God loved us enough to create us, to form us from the dust.
God loved us enough to let us fail, to let us choose our own way over God’s – to let us chain ourselves to sin and defeat and heartbreak and sorrow and death.
God loved us enough to provide a rescue, a way back: through wanderers, murderers, adulterers, defaulters, promise-breakers, foreigners, strangers, and lovers.
God loved us enough to show us mothers, judges, kings, and prophets who loved and spoke for God and kept reminding us of the promise of redemption
God loved us enough to show us how evil and wrong continually mess things up and how obedience to God fosters holiness and bestows blessing
God loved us enough to send us Jesus, the only begotten Son of God, to preach and live peace, grace, hope, joy, and love.
God loved us enough to see Jesus rejected, to see him die, to see him buried.
God loved us enough to raise Jesus from the dead and send the Holy Spirit to remind us of all we have in him and empower us to live like him.
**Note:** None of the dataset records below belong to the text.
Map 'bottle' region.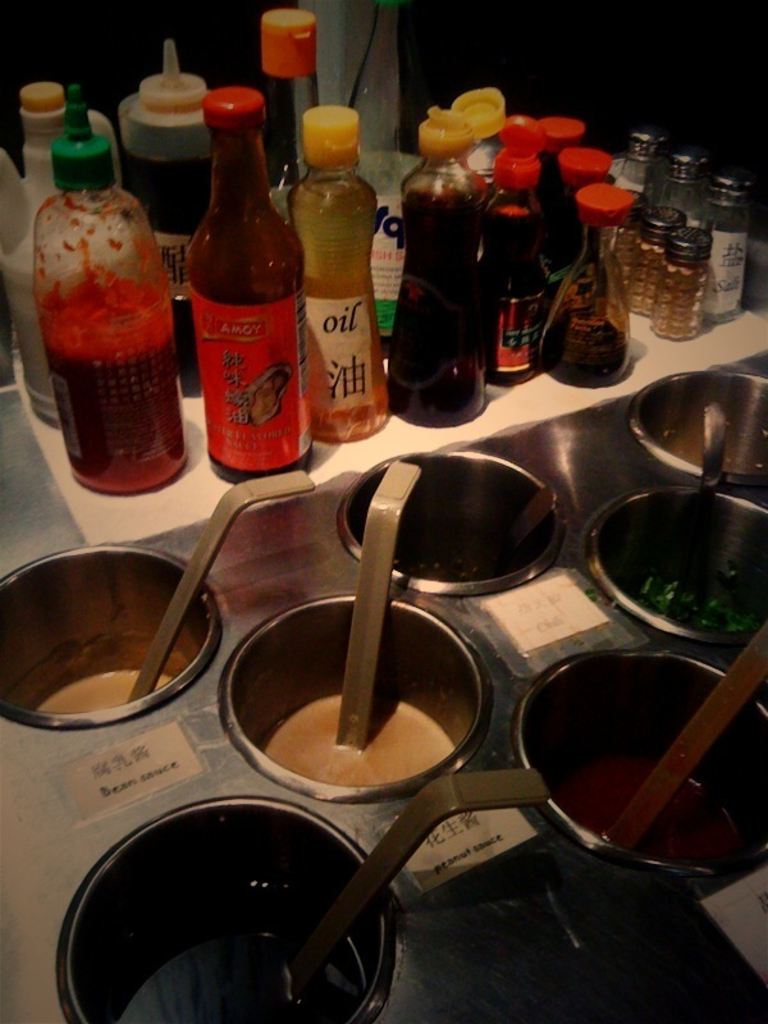
Mapped to (x1=170, y1=84, x2=296, y2=483).
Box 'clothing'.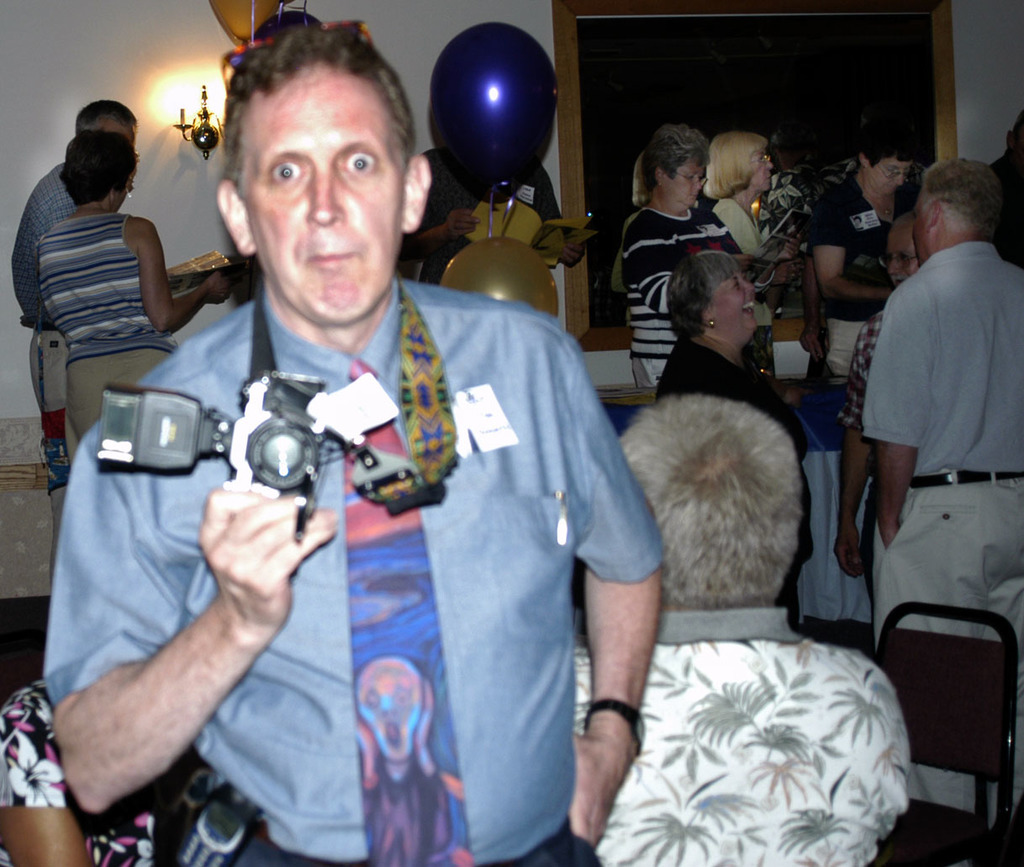
(103,244,668,843).
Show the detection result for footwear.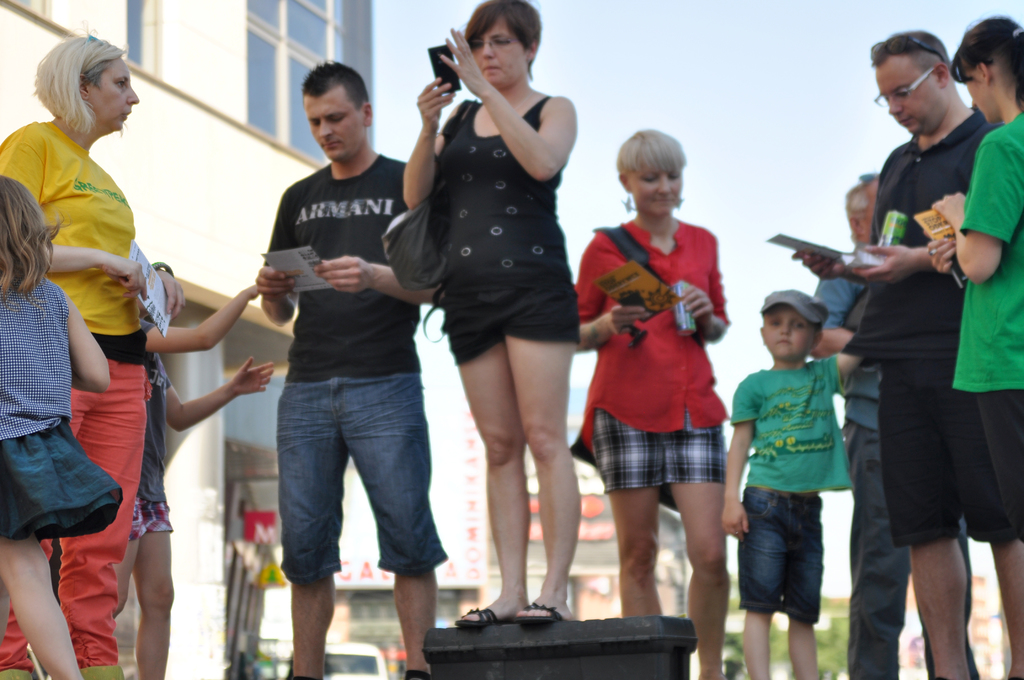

God loved us enough to want us to live like Jesus – an abundant life infused with all the fruit of the Spirit, redeemed, free, loved.
God loved us enough to still let us choose our destiny.
God loved us enough to promise the hope of forever, of resurrection from the dead, and judgement.
God loved us enough, God loves us enough, God will always love us enough.
For God so loved the world…
God loves you.
God wants you to know it. God wants you to live in it.
God wants you to be able to love others because you know you are loved.
God’s love is expressed to us every week, most tangibly, as we gather at this table: The Son who died and yet lives, gave everything so we could know the depth of God’s love.
So, Come. Drink the wine. Eat the bread. Know you ARE loved.
God loves you. Go, love the world with him.